Jobs protests continue in France

Demonstrators blocked off a French wholesale market and two mail sorting centres in small, scattered protests today that followed a day of massive marches against a youth jobs plan.

Jobs protests continue in France

Demonstrators blocked off a French wholesale market and two mail sorting centres in small, scattered protests today that followed a day of massive marches against a youth jobs plan.

Unions and student associations have maintained steady pressure on the conservative government for weeks, demanding the withdrawal of the law that would make it easier for employers to hire and fire young workers. Demonstrations yesterday drew about 1 million people, police said.

Today, protesters in the western city of Nantes stopped traffic around the city’s wholesale meat and produce market for about three hours. In south-western Toulouse, students blocked mail trucks outside two sorting centres to try to disrupt postal delivery.

Most of yesterday’s marches were peaceful, although hooligan violence at the end of the largest demonstration, in Paris, dominated television coverage.

Several hundred youths ripped up street signs and park benches and hurled stones and chunks of paving at police.

The police responded with tear gas and rubber pellets and made repeated charges, carrying away those they arrested.

Police said they took 383 people into custody in Paris, where 30 people and four police officers also suffered slight injuries. Another 243 were arrested elsewhere in France.

As before, the violence appeared to involve many youths from Paris’ tougher suburbs, as well as political extremists.

“It is giving them too much credit to ascribe an ideology to them. These are just hoodlums, who come to break and pillage. I’m not sure there is an ideology behind all this,” said Interior Minister Nicolas Sarkozy.

Youths also smashed store windows, bus shelters and clashed with police in Rennes in north-west France, while store windows, cars and telephone boxes were damaged in Lille in the north-east.

Police said more than 1 million people poured into the streets in 268 marches across the country, including 84,000 in Paris. Union organisers put the figure in the capital at 700,000 – and 3 million nationwide.

It was the second Tuesday running that unions and student groups mobilised such numbers, even as renewed nationwide strikes lost a little steam compared to a week earlier.

Strikers again shut down the Eiffel Tower, but mail was delivered, more planes and trains were running, fewer teachers stayed off the job and there were fewer disruptions to daily life. The education minister said fewer high schools were closed or disrupted by protesters.

Students backed by unions have spearheaded ever-larger marches for two months against the law.

French President Jacques Chirac signed it on Sunday, saying it will help France keep pace with the global economy. He offered modifications, but students and unions rejected them.

In a sign that the impasse might be easing, major unions agreed to talks today with members of Chirac’s party charged with drawing up his proposed modifications to the jobs law, although labour leaders also said they would hold firm on their demand to scrap the law.

Prime Minister Dominique de Villepin championed the disputed “first job contract” to stem chronic youth unemployment rates, which run at 22 percent and as high as 50 percent among youths in some depressed, heavily immigrant neighbourhoods hit by weeks of riots last year.

Villepin maintains the measure would encourage hiring by giving employers greater flexibility, allowing them to fire workers under 26 if things don’t work out in their first two years on a job.

Critics say it threatens France’s hallmark labour protections, and the crisis has severely damaged Villepin’s political reputation.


### [Task to complete]
Each record that follows must be printed exactly as given.

Figure content listings
= = = = =
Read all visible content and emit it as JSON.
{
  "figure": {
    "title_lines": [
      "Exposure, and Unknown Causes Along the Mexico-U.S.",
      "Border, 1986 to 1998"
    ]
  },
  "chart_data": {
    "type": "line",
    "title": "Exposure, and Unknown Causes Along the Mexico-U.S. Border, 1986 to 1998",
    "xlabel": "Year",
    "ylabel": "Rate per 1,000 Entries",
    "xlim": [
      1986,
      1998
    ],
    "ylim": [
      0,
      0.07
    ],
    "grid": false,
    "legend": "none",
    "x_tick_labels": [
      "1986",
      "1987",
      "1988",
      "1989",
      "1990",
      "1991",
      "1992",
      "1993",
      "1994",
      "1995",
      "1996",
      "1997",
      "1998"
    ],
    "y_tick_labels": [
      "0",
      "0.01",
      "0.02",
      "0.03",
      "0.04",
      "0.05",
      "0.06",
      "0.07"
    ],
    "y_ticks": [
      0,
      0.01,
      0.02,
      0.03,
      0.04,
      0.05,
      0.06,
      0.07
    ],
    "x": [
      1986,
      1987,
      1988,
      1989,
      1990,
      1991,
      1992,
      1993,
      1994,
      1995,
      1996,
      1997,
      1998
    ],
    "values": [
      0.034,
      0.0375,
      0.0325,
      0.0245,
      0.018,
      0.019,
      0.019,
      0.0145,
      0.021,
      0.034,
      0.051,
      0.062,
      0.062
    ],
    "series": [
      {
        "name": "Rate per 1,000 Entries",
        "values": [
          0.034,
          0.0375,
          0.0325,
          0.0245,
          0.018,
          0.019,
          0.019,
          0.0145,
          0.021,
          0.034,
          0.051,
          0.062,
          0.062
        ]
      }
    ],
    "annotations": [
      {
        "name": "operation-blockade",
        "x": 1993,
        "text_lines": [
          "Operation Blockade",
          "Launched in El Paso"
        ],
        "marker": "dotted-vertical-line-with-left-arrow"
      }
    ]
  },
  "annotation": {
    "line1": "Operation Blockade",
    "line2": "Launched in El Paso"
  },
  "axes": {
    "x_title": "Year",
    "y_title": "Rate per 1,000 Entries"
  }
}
= = = = =
### [Solution to this exercise]
Read all visible content and emit it as JSON.
{
  "figure": {
    "title_lines": [
      "Exposure, and Unknown Causes Along the Mexico-U.S.",
      "Border, 1986 to 1998"
    ]
  },
  "chart_data": {
    "type": "line",
    "title": "Exposure, and Unknown Causes Along the Mexico-U.S. Border, 1986 to 1998",
    "xlabel": "Year",
    "ylabel": "Rate per 1,000 Entries",
    "xlim": [
      1986,
      1998
    ],
    "ylim": [
      0,
      0.07
    ],
    "grid": false,
    "legend": "none",
    "x_tick_labels": [
      "1986",
      "1987",
      "1988",
      "1989",
      "1990",
      "1991",
      "1992",
      "1993",
      "1994",
      "1995",
      "1996",
      "1997",
      "1998"
    ],
    "y_tick_labels": [
      "0",
      "0.01",
      "0.02",
      "0.03",
      "0.04",
      "0.05",
      "0.06",
      "0.07"
    ],
    "y_ticks": [
      0,
      0.01,
      0.02,
      0.03,
      0.04,
      0.05,
      0.06,
      0.07
    ],
    "x": [
      1986,
      1987,
      1988,
      1989,
      1990,
      1991,
      1992,
      1993,
      1994,
      1995,
      1996,
      1997,
      1998
    ],
    "values": [
      0.034,
      0.0375,
      0.0325,
      0.0245,
      0.018,
      0.019,
      0.019,
      0.0145,
      0.021,
      0.034,
      0.051,
      0.062,
      0.062
    ],
    "series": [
      {
        "name": "Rate per 1,000 Entries",
        "values": [
          0.034,
          0.0375,
          0.0325,
          0.0245,
          0.018,
          0.019,
          0.019,
          0.0145,
          0.021,
          0.034,
          0.051,
          0.062,
          0.062
        ]
      }
    ],
    "annotations": [
      {
        "name": "operation-blockade",
        "x": 1993,
        "text_lines": [
          "Operation Blockade",
          "Launched in El Paso"
        ],
        "marker": "dotted-vertical-line-with-left-arrow"
      }
    ]
  },
  "annotation": {
    "line1": "Operation Blockade",
    "line2": "Launched in El Paso"
  },
  "axes": {
    "x_title": "Year",
    "y_title": "Rate per 1,000 Entries"
  }
}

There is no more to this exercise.